Scientific Event Alert Network Bulletin, vol. 11, no. 4 (April 1986)
Managing Editor: Lindsay McClelland.

Akutan (United States) Small steam and ash plume

Please cite this report as:

Global Volcanism Program, 1986. Report on Akutan (United States) (McClelland, L., ed.). Scientific Event Alert Network Bulletin, 11:4. Smithsonian Institution. https://doi.org/10.5479/si.GVP.SEAN198604-311320



Akutan

United States

54.134°N, 165.986°W; summit elev. 1303 m

All times are local (unless otherwise noted)


A plume that was mostly steam but contained some ash was ejected on 28 April 1986. Airplane pilots reported that the plume rose to ~2.5 km altitude. Dark ash fell on the snow-covered volcano. Island residents smelled a strong sulfur odor during the following days, but weather clouds obscured the volcano.

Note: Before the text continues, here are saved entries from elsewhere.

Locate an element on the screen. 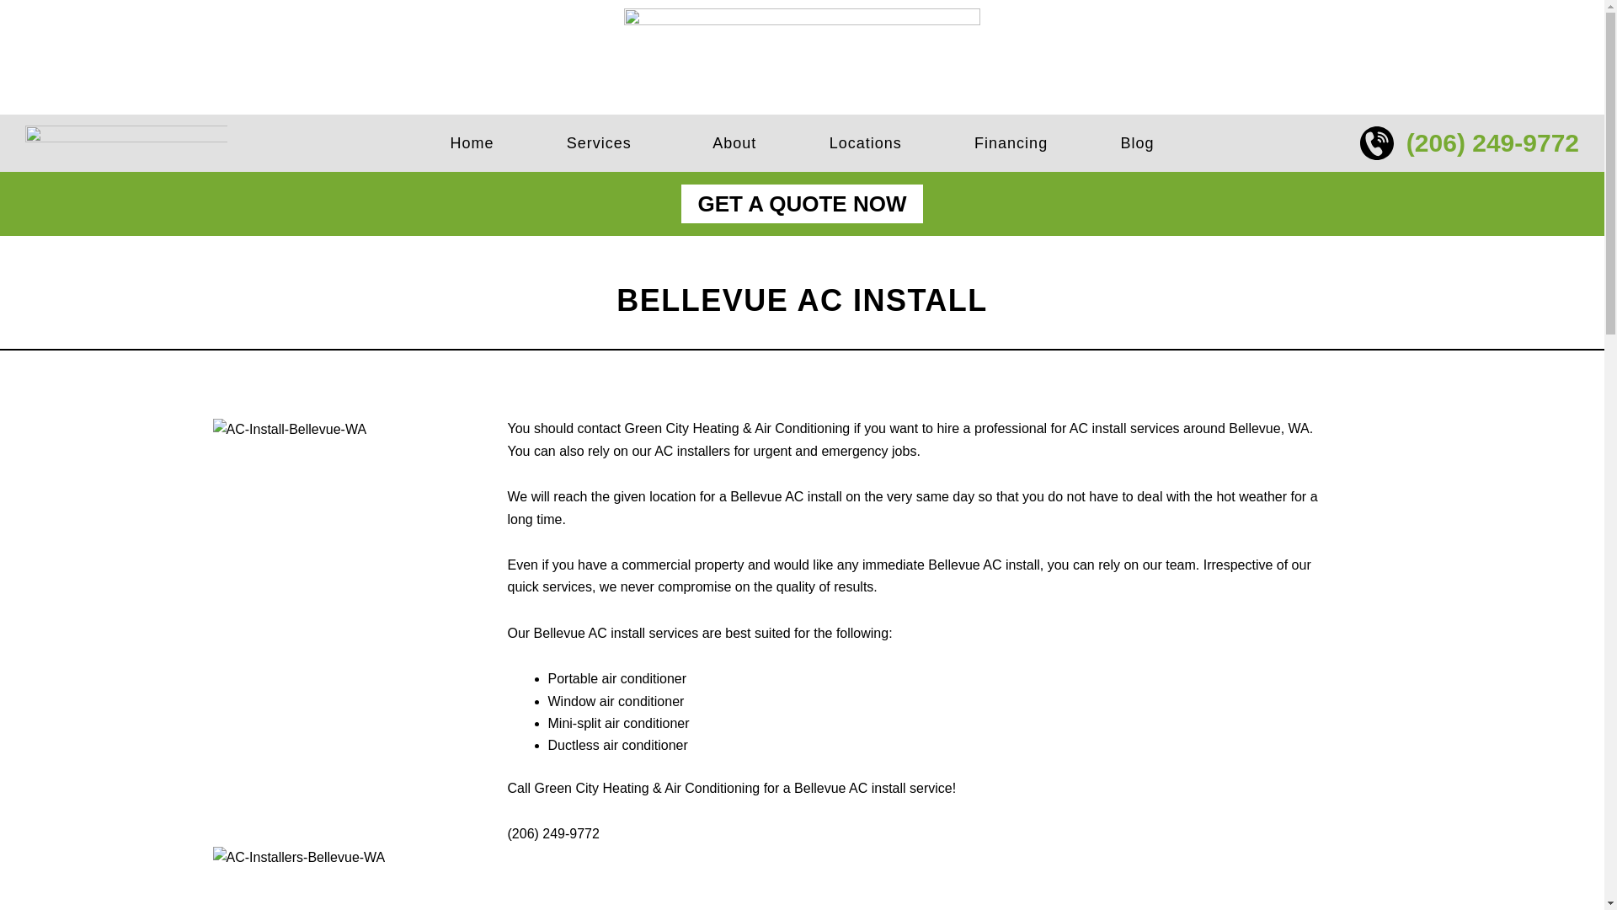 This screenshot has height=910, width=1617. About is located at coordinates (734, 143).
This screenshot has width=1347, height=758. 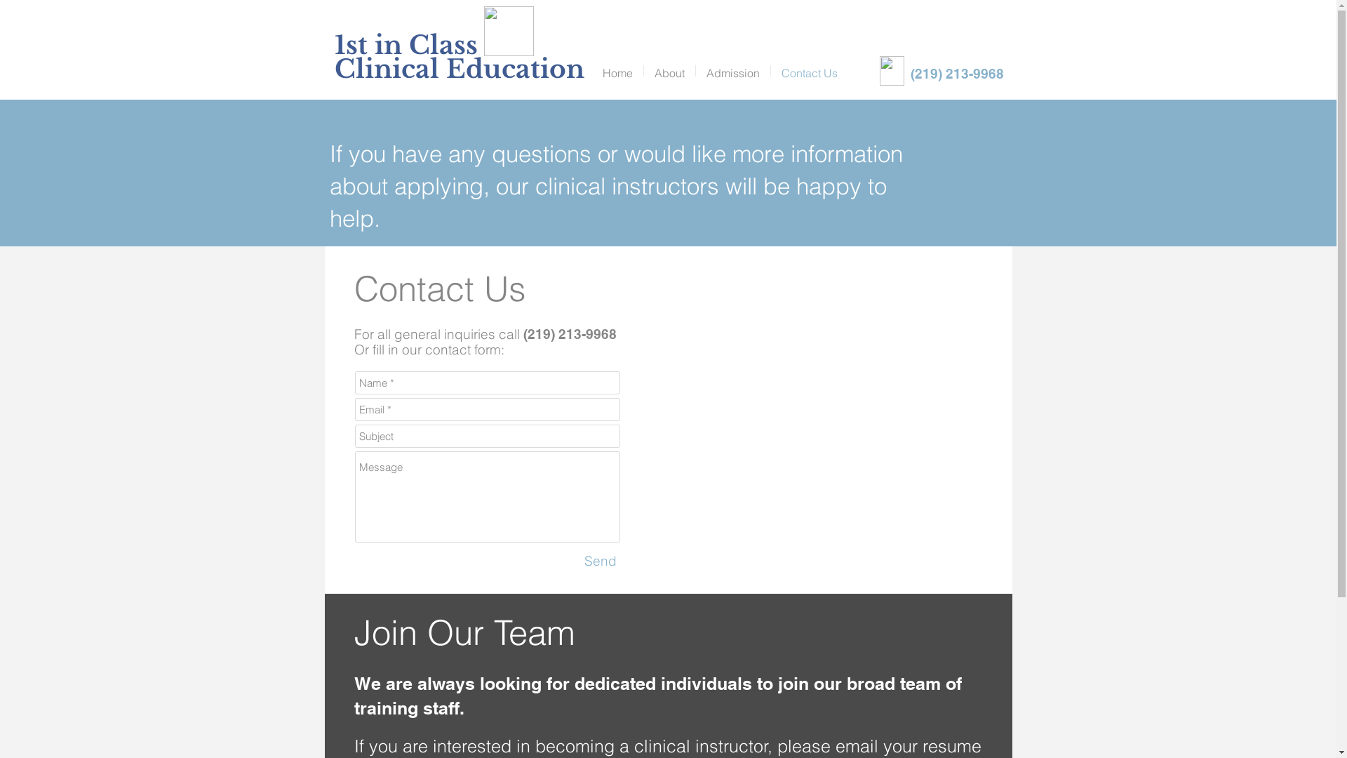 I want to click on 1st in Class, so click(x=405, y=45).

Geological Summary. Akutan contains a 2-km-wide caldera with a large cinder cone in the NE part of the caldera that has been the source of frequent explosive eruptions and occasional lava effusion that covers the caldera floor. An older, largely buried caldera was formed during the late Pleistocene or early Holocene. Two volcanic centers are located on the NW flank. Lava Peak is of Pleistocene age, and a cinder cone lower on the flank produced a lava flow in 1852 that extended the shoreline of the island and forms Lava Point. The 60-365 m deep younger caldera was formed during a major explosive eruption about 1,600 years ago and contains at least three lakes. A lava flow in 1978 traveled through a narrow breach in the north caldera rim almost to the coast. Fumaroles occur at the base of the caldera cinder cone, and hot springs are located NE of the caldera at the head of Hot Springs Bay valley and along the shores of Hot Springs Bay.

Information Contacts: T. Miller, USGS Anchorage.